Proposed Student Loan Rule Is Costly and Flawed

Today, the Department of Education released a proposed rule to create a new and highly problematic income-driven repayment (IDR) plan for federal student loans. The Administration estimated their IDR plan will cost $138 billion; we believe it could cost much more if behavioral effects are more fully incorporated. Assuming the courts find the debt cancellation proposal to be legal, this means the President’s student debt proposals and actions since August 2022 would increase deficits by at least $600 billion over a decade.

The IDR plan would also drive-up tuition costs, expand student debt borrowing, encourage enrollment in low-value degrees, help many financially stable households avoid paying back their debt, and provide huge windfalls to doctors, lawyers, and other borrowers with large balances and high expected lifetime income.

The following is a statement from Maya MacGuineas, president of the Committee for a Responsible Federal Budget:

Between the IDR changes, the extended pause and blanket cancellation, it now looks like the Biden Administration’s student debt proposals could cost $600 billion, or perhaps even more. This is not what the economy or the budget needs right now.

In addition to worsening deficits, the Administration’s student debt plan will stoke more inflation, increase recession risk, raise the cost of college, and deliver costly benefits to highly educated households who will be – or already are – near the top of the income spectrum.

Today’s IDR rule risks transforming the student loan system into an arbitrary grant program that creates more confusion than cohesion and establishes a series of perverse incentives that lead students to take out large sums of debt and colleges to charge increasingly exorbitant tuitions. Doctors, lawyers, and other high-income professionals will benefit by much of their interest payments being cancelled early in their career.

The idea of strengthening and reforming the IDR program is a good one, but the specifics of this proposal are a costly mess.

The Administration should abandon their unilateral effort to remake higher education financing, and instead work with Congress on a thoughtful package of reforms that truly address college costs and value.  At minimum, they should dramatically scale back and improve their new proposal, for example by limiting all changes to undergraduates and re-thinking interest cancellation rules. They should also ensure the rule as a whole is fully paid for, so as not to worsen the national debt.

With inflation at a 40-year high and debt approaching record levels, it is governing malpractice to continue adding to deficits – especially by executive fiat.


#### EXERCISE GOAL
Each line of the records below that holds "this" should be returned.

#### EXERCISE INPUT
::::::::
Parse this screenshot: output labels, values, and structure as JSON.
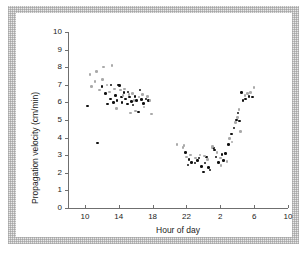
{
  "figure": {
    "background_color": "#ffffff",
    "frame_color": "#e9e9e9",
    "panel_color": "#ffffff"
  },
  "chart_data": {
    "type": "scatter",
    "title": "",
    "xlabel": "Hour of day",
    "ylabel": "Propagation velocity (cm/min)",
    "xlim": [
      8,
      34
    ],
    "ylim": [
      0,
      10
    ],
    "grid": false,
    "legend": "none",
    "xticks": [
      10,
      14,
      18,
      22,
      26,
      30,
      34
    ],
    "xticklabels": [
      "10",
      "14",
      "18",
      "22",
      "2",
      "6",
      "10"
    ],
    "yticks": [
      0,
      1,
      2,
      3,
      4,
      5,
      6,
      7,
      8,
      9,
      10
    ],
    "yticklabels": [
      "0",
      "1",
      "2",
      "3",
      "4",
      "5",
      "6",
      "7",
      "8",
      "9",
      "10"
    ],
    "axis_color": "#6f6f6f",
    "note": "x is hour of day on a 24-h clock continued past midnight; values 24-34 correspond to clock hours 0-10 of the following day",
    "series": [
      {
        "name": "filled-markers",
        "marker": "filled-circle",
        "color": "#101010",
        "points": [
          [
            10.3,
            5.8
          ],
          [
            11.5,
            3.7
          ],
          [
            12.0,
            6.9
          ],
          [
            12.4,
            6.5
          ],
          [
            12.7,
            5.9
          ],
          [
            13.0,
            6.2
          ],
          [
            13.1,
            7.0
          ],
          [
            13.4,
            6.0
          ],
          [
            13.6,
            6.4
          ],
          [
            13.8,
            6.1
          ],
          [
            14.0,
            7.0
          ],
          [
            14.1,
            6.95
          ],
          [
            14.3,
            6.3
          ],
          [
            14.4,
            6.0
          ],
          [
            14.6,
            6.55
          ],
          [
            14.8,
            6.2
          ],
          [
            15.0,
            5.9
          ],
          [
            15.1,
            6.6
          ],
          [
            15.3,
            6.3
          ],
          [
            15.5,
            6.05
          ],
          [
            15.7,
            5.85
          ],
          [
            15.9,
            6.35
          ],
          [
            16.1,
            6.1
          ],
          [
            16.3,
            5.45
          ],
          [
            16.5,
            6.7
          ],
          [
            16.7,
            6.15
          ],
          [
            16.9,
            5.95
          ],
          [
            17.2,
            6.2
          ],
          [
            17.5,
            6.1
          ],
          [
            21.9,
            3.15
          ],
          [
            22.2,
            2.45
          ],
          [
            22.3,
            2.75
          ],
          [
            22.6,
            2.6
          ],
          [
            23.0,
            2.55
          ],
          [
            23.3,
            2.7
          ],
          [
            23.5,
            2.85
          ],
          [
            23.8,
            2.35
          ],
          [
            24.0,
            2.05
          ],
          [
            24.2,
            2.55
          ],
          [
            24.4,
            2.9
          ],
          [
            24.6,
            2.3
          ],
          [
            24.8,
            2.15
          ],
          [
            25.2,
            3.4
          ],
          [
            25.3,
            3.3
          ],
          [
            25.5,
            2.9
          ],
          [
            25.8,
            2.6
          ],
          [
            26.2,
            3.05
          ],
          [
            26.4,
            2.7
          ],
          [
            26.6,
            3.1
          ],
          [
            27.0,
            3.6
          ],
          [
            27.3,
            4.2
          ],
          [
            27.6,
            4.55
          ],
          [
            27.9,
            5.0
          ],
          [
            28.1,
            5.4
          ],
          [
            28.3,
            4.95
          ],
          [
            28.5,
            6.55
          ],
          [
            28.7,
            6.1
          ],
          [
            29.0,
            6.2
          ],
          [
            29.4,
            6.35
          ],
          [
            29.8,
            6.3
          ]
        ]
      },
      {
        "name": "open-markers",
        "marker": "light-circle",
        "color": "#a9a9a9",
        "points": [
          [
            10.6,
            7.6
          ],
          [
            10.8,
            6.9
          ],
          [
            11.2,
            7.2
          ],
          [
            11.4,
            7.75
          ],
          [
            11.7,
            6.7
          ],
          [
            12.1,
            7.3
          ],
          [
            12.2,
            8.0
          ],
          [
            12.6,
            7.0
          ],
          [
            12.9,
            6.6
          ],
          [
            13.2,
            8.1
          ],
          [
            13.5,
            6.75
          ],
          [
            13.7,
            5.65
          ],
          [
            14.2,
            6.7
          ],
          [
            14.5,
            6.4
          ],
          [
            14.7,
            6.75
          ],
          [
            15.2,
            6.45
          ],
          [
            15.4,
            5.4
          ],
          [
            15.6,
            6.5
          ],
          [
            15.8,
            6.1
          ],
          [
            16.0,
            5.5
          ],
          [
            16.4,
            6.3
          ],
          [
            16.8,
            6.45
          ],
          [
            17.0,
            5.75
          ],
          [
            17.4,
            6.35
          ],
          [
            17.7,
            6.1
          ],
          [
            17.9,
            5.35
          ],
          [
            20.9,
            3.6
          ],
          [
            21.6,
            3.45
          ],
          [
            21.7,
            3.55
          ],
          [
            22.0,
            2.9
          ],
          [
            22.5,
            3.0
          ],
          [
            23.1,
            2.85
          ],
          [
            23.6,
            3.0
          ],
          [
            24.1,
            2.95
          ],
          [
            24.5,
            2.75
          ],
          [
            25.0,
            3.45
          ],
          [
            25.1,
            3.5
          ],
          [
            25.6,
            3.15
          ],
          [
            26.0,
            2.85
          ],
          [
            26.1,
            2.4
          ],
          [
            26.8,
            2.65
          ],
          [
            27.1,
            3.95
          ],
          [
            27.4,
            3.75
          ],
          [
            27.8,
            4.85
          ],
          [
            28.0,
            5.15
          ],
          [
            28.2,
            5.6
          ],
          [
            28.4,
            4.35
          ],
          [
            28.9,
            6.4
          ],
          [
            29.2,
            6.5
          ],
          [
            29.6,
            6.55
          ],
          [
            30.0,
            6.85
          ]
        ]
      }
    ]
  }
}
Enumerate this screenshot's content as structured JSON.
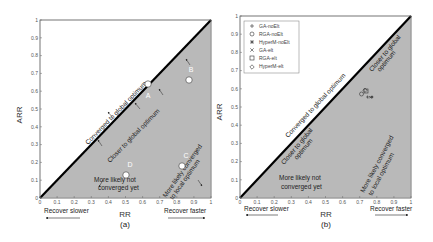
{
  "colors": {
    "shade": "#b9b9b9",
    "diag": "#000000",
    "axis": "#666666",
    "marker": "#ffffff"
  },
  "chart_data": [
    {
      "type": "scatter",
      "panel": "(a)",
      "xlabel": "RR",
      "ylabel": "ARR",
      "xlim": [
        0,
        1
      ],
      "ylim": [
        0,
        1
      ],
      "xticks": [
        "0",
        "0.1",
        "0.2",
        "0.3",
        "0.4",
        "0.5",
        "0.6",
        "0.7",
        "0.8",
        "0.9",
        "1"
      ],
      "yticks": [
        "0",
        "0.1",
        "0.2",
        "0.3",
        "0.4",
        "0.5",
        "0.6",
        "0.7",
        "0.8",
        "0.9",
        "1"
      ],
      "points": [
        {
          "label": "A",
          "x": 0.63,
          "y": 0.64
        },
        {
          "label": "B",
          "x": 0.87,
          "y": 0.66
        },
        {
          "label": "C",
          "x": 0.83,
          "y": 0.18
        },
        {
          "label": "D",
          "x": 0.5,
          "y": 0.13
        }
      ],
      "annotations": [
        "Converged to global optimum",
        "Closer to global optimum",
        "More likely not converged yet",
        "More likely converged to local optimum",
        "Recover slower",
        "Recover faster"
      ],
      "shaded_region": "below diagonal y = x"
    },
    {
      "type": "scatter",
      "panel": "(b)",
      "xlabel": "RR",
      "ylabel": "ARR",
      "xlim": [
        0,
        1
      ],
      "ylim": [
        0,
        1
      ],
      "xticks": [
        "0",
        "0.1",
        "0.2",
        "0.3",
        "0.4",
        "0.5",
        "0.6",
        "0.7",
        "0.8",
        "0.9",
        "1"
      ],
      "yticks": [
        "0",
        "0.1",
        "0.2",
        "0.3",
        "0.4",
        "0.5",
        "0.6",
        "0.7",
        "0.8",
        "0.9",
        "1"
      ],
      "legend": [
        "GA-noElt",
        "RGA-noElt",
        "HyperM-noElt",
        "GA-elt",
        "RGA-elt",
        "HyperM-elt"
      ],
      "legend_position": "upper left",
      "series": [
        {
          "name": "GA-noElt",
          "marker": "+",
          "x": 0.74,
          "y": 0.56
        },
        {
          "name": "RGA-noElt",
          "marker": "o",
          "x": 0.71,
          "y": 0.58
        },
        {
          "name": "HyperM-noElt",
          "marker": "*",
          "x": 0.77,
          "y": 0.56
        },
        {
          "name": "GA-elt",
          "marker": "x",
          "x": 0.76,
          "y": 0.56
        },
        {
          "name": "RGA-elt",
          "marker": "s",
          "x": 0.74,
          "y": 0.59
        },
        {
          "name": "HyperM-elt",
          "marker": "d",
          "x": 0.72,
          "y": 0.59
        }
      ],
      "annotations": [
        "Converged to global optimum",
        "Closer to global optimum",
        "Closer to global optimum",
        "More likely not converged yet",
        "More likely converged to local optimum",
        "Recover slower",
        "Recover faster"
      ],
      "shaded_region": "below diagonal y = x"
    }
  ],
  "panels": {
    "a": {
      "caption": "(a)",
      "xlabel": "RR",
      "ylabel": "ARR",
      "ann_converged": "Converged to global optimum",
      "ann_closer": "Closer to global optimum",
      "ann_notconv1": "More likely not",
      "ann_notconv2": "converged yet",
      "ann_local1": "More likely converged",
      "ann_local2": "to local optimum",
      "recover_slower": "Recover slower",
      "recover_faster": "Recover faster",
      "pt_a": "A",
      "pt_b": "B",
      "pt_c": "C",
      "pt_d": "D"
    },
    "b": {
      "caption": "(b)",
      "xlabel": "RR",
      "ylabel": "ARR",
      "ann_converged": "Converged to global optimum",
      "ann_closer_top1": "Closer to global",
      "ann_closer_top2": "optimum",
      "ann_closer_low1": "Closer to global",
      "ann_closer_low2": "optimum",
      "ann_notconv1": "More likely not",
      "ann_notconv2": "converged yet",
      "ann_local1": "More likely converged",
      "ann_local2": "to local optimum",
      "recover_slower": "Recover slower",
      "recover_faster": "Recover faster",
      "legend": [
        "GA-noElt",
        "RGA-noElt",
        "HyperM-noElt",
        "GA-elt",
        "RGA-elt",
        "HyperM-elt"
      ]
    }
  },
  "ticks": [
    "0",
    "0.1",
    "0.2",
    "0.3",
    "0.4",
    "0.5",
    "0.6",
    "0.7",
    "0.8",
    "0.9",
    "1"
  ]
}
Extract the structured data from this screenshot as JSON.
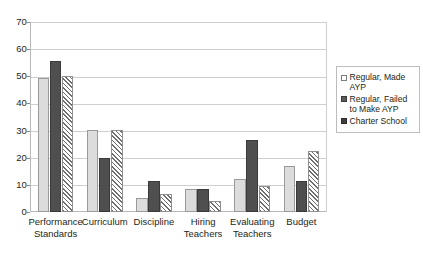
::::::::
#### RESULT
Parse this screenshot: output labels, values, and structure as JSON.
Enumerate this screenshot's content as structured JSON.
Extract the structured data from this screenshot as JSON.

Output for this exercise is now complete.